Profitable Gaps And Meaningless Gaps
Excessive buying or
selling pressure causes gaps, and gaps can provide you with important
information on the strength and weakness of stocks. Some gaps signal potential
reversals of the dominant trend, while other gaps confirm a continuation of the
current trend. Breakaway gaps and exhaustion gaps are examples of reversal
signals, and continuation gaps, obviously, confirm a continuation of the current
trend. Identifying each gap correctly is extremely important because often a
significant move follows after a gap. Needless to say, gaps can give us great
profitable trading opportunities.
TriQuint Semiconductor (TQNT)
is an excellent example of a breakaway gap.

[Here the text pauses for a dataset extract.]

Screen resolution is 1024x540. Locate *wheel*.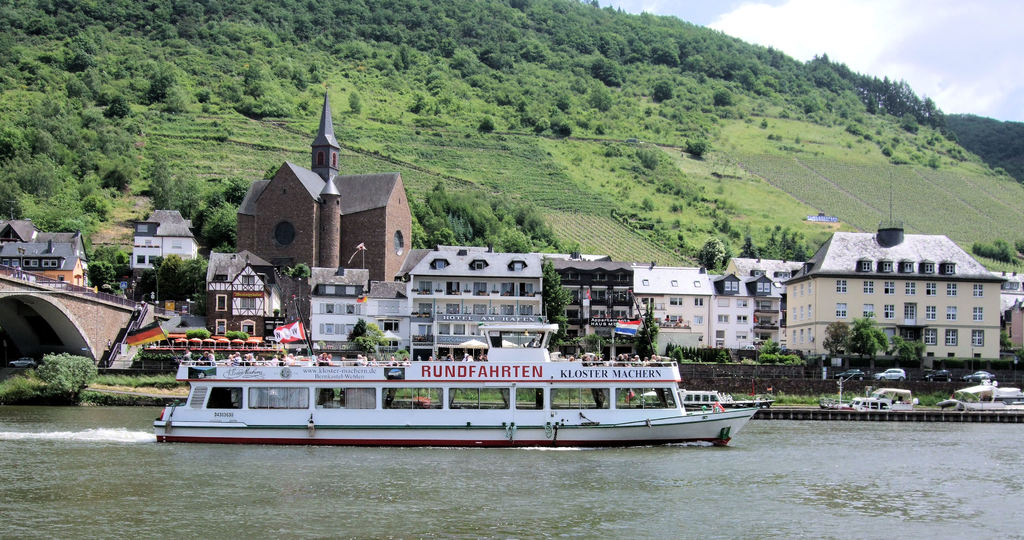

On April 18, the stock gapped open
above its 50-day moving average and ended its downtrend. Look how strong volume
was. Since the gap, TQNT has gained almost 50%.
Skechers USA Inc (SKX)
is an example of a continuation gap. Again, you must see heavy volume to confirm
the validity of the gap.
Finally, remember that certain stocks, such as foreign companies and illiquid
stocks, tend to get gaps almost every day. Don’t be fooled by them. Don’t read
into them too much. Sony (SNE)
is a good example of a stock with too many meaningless gaps. See what I mean?